Sunday, May 1, 2011

Adventures in Long Island City Day 7

Sunday April 17th 2011
Day off from fabricating in LIC so i was on a mission to see some exhibitions/stuff. My first line of attack was to see the Andy Monument at Union Square. I had heard of this temporary sculpture by listening to WFMU(http://wfmu.org/) and The Dusty Show where Clay Pigeon attended the unveiling and interviewed the folks in attendance.(this show is archived at http://www.wfmu.org/playlists/CP and was aired on March 31st)




The Andy Monument is by artist Rob Pruitt and has a lot to do with his original interest in coming to study art in NYC. It is also interesting to note that the figure reproduced in The Andy Monument is a digital scan of Cincinnati based art collector Andy Stillpass. A monument to two Andys.

I was a little shocked at the pitted finish on this chrome statue. High quality metallic finishes are very hard to achieve and costly so maybe it wasn't in the budget.
After taking in the Andys i made the near fatal mistake of eating a kabob off a street venders cart. I should have stuck with the always safe knish but no. The crazy thing is i knew it tasted a little off while i was eating it but was too hungry to let it go. This was about 10:45 am
So, with a poisonous little hunk of meat in my stomach i made my way to The New Museum on Bowery. (http://www.newmuseum.org/ )The exhibitions that i most wanted to see were Lynda Benglis and George Condo who both had their own separate exhibitions occupying roughly two floors each. The painter George Condo's show was a powerhouse of weird imagery and technical range. It even included some sculptures of heads that were finished with a metallic gold which oddly reminded me of The Andy Monument and briefly the toxic kabob. i tried to put that out of my mind immediately. I continued through to the Lynda Benglis exhibition.
Huge mounds of multicolored urethane foam, mammoth spills of running paint, cooled molten mounds of lead and brass, phosphorescent avalanches of foam splashing from the walls all seemingly vomited from the same exhaustive notion projected by the artist's imagination. A very impressive show indeed.
On to Penn Station to meet with Eddie Machete 2P.M.
Eddie and i take the subway back to Union Square and hoof it to the east village. Along the way i come closest to parting ways with the kabob- nausea for an intense couple of minutes and then a return to the general queasiness. We are on a mission to sit down at Niagara over on Avenue A. This place, i tell him, is where a really cool artist named Ted Riederer sometimes tends bar and it would be nice to hang out there. When we arrive at Niagara Eddie is immediately taken in by the Joe Strummer mural on the side of the bar.


We go in for a few beers and find Danny Sage of D Generation tending bar. We have conversations about Joe Strummer, Joey Ramone and his days touring with Social Distortion. Danny also tells us that D Generation is primed for a come back.
Later in the east village we find a place to grab a slice of pizza ( this actually banishes the problems of the kabob probably because that was the only food i had eaten all day) it is now about 5P.M.
We come across a cool shop called Obscura Antiques and Oddities which is right up my alley- strange medical stuff, natural objects like wasp nests, paper mache masks, skulls, preserved human heads, etc. I have a conversation with the shop owner and promise to do business with them from Florida where many a strange thing may be had.

We head back to Long Island City, stop into the L.I.C. Bar on Vernon Street and get into a passionate four way argument about Norman Rockwell & abstract expressionism with a printmaking student, biochemist and poster shop owner from Philadelphia- a nice way to end the day.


- [What is expected]:
The whole listing should be retyped word for word, apart from the pictures it holds.
----
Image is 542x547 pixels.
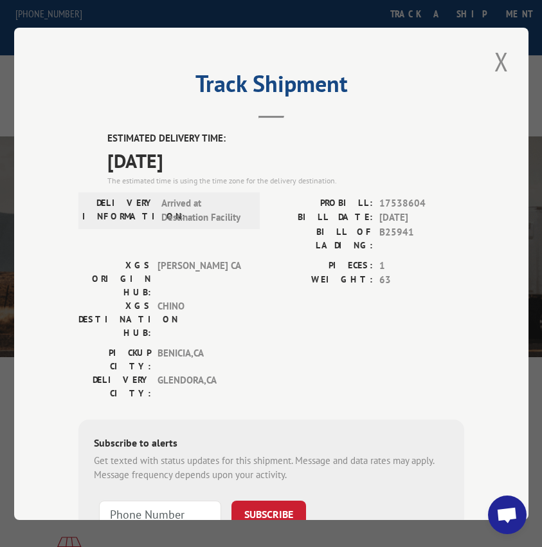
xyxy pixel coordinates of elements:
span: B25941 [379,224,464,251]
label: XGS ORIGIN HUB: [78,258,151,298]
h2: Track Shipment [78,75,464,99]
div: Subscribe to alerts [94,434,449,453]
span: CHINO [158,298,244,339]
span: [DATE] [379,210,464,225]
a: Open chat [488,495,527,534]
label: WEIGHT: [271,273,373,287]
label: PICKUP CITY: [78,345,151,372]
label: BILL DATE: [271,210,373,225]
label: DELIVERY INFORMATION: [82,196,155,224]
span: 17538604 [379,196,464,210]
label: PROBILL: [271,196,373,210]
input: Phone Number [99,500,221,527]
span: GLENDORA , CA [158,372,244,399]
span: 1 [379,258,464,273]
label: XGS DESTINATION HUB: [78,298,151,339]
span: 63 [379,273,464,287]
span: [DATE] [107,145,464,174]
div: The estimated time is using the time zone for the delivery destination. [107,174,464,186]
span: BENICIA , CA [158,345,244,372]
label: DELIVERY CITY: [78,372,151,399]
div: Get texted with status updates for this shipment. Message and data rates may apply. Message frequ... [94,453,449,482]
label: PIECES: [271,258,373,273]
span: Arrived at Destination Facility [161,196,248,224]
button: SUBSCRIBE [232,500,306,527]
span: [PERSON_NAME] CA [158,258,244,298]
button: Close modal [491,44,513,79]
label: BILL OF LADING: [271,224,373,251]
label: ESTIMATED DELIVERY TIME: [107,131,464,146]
----
- [Your solution]:
Image is 542x547 pixels.
xyxy pixel coordinates of elements:
span: B25941 [379,224,464,251]
label: XGS ORIGIN HUB: [78,258,151,298]
h2: Track Shipment [78,75,464,99]
div: Subscribe to alerts [94,434,449,453]
span: CHINO [158,298,244,339]
span: [DATE] [379,210,464,225]
a: Open chat [488,495,527,534]
label: WEIGHT: [271,273,373,287]
label: PICKUP CITY: [78,345,151,372]
label: BILL DATE: [271,210,373,225]
label: DELIVERY INFORMATION: [82,196,155,224]
span: 17538604 [379,196,464,210]
label: PROBILL: [271,196,373,210]
input: Phone Number [99,500,221,527]
span: GLENDORA , CA [158,372,244,399]
span: 1 [379,258,464,273]
label: XGS DESTINATION HUB: [78,298,151,339]
span: 63 [379,273,464,287]
span: [DATE] [107,145,464,174]
div: The estimated time is using the time zone for the delivery destination. [107,174,464,186]
span: BENICIA , CA [158,345,244,372]
label: DELIVERY CITY: [78,372,151,399]
div: Get texted with status updates for this shipment. Message and data rates may apply. Message frequ... [94,453,449,482]
label: PIECES: [271,258,373,273]
span: Arrived at Destination Facility [161,196,248,224]
button: SUBSCRIBE [232,500,306,527]
span: [PERSON_NAME] CA [158,258,244,298]
button: Close modal [491,44,513,79]
label: BILL OF LADING: [271,224,373,251]
label: ESTIMATED DELIVERY TIME: [107,131,464,146]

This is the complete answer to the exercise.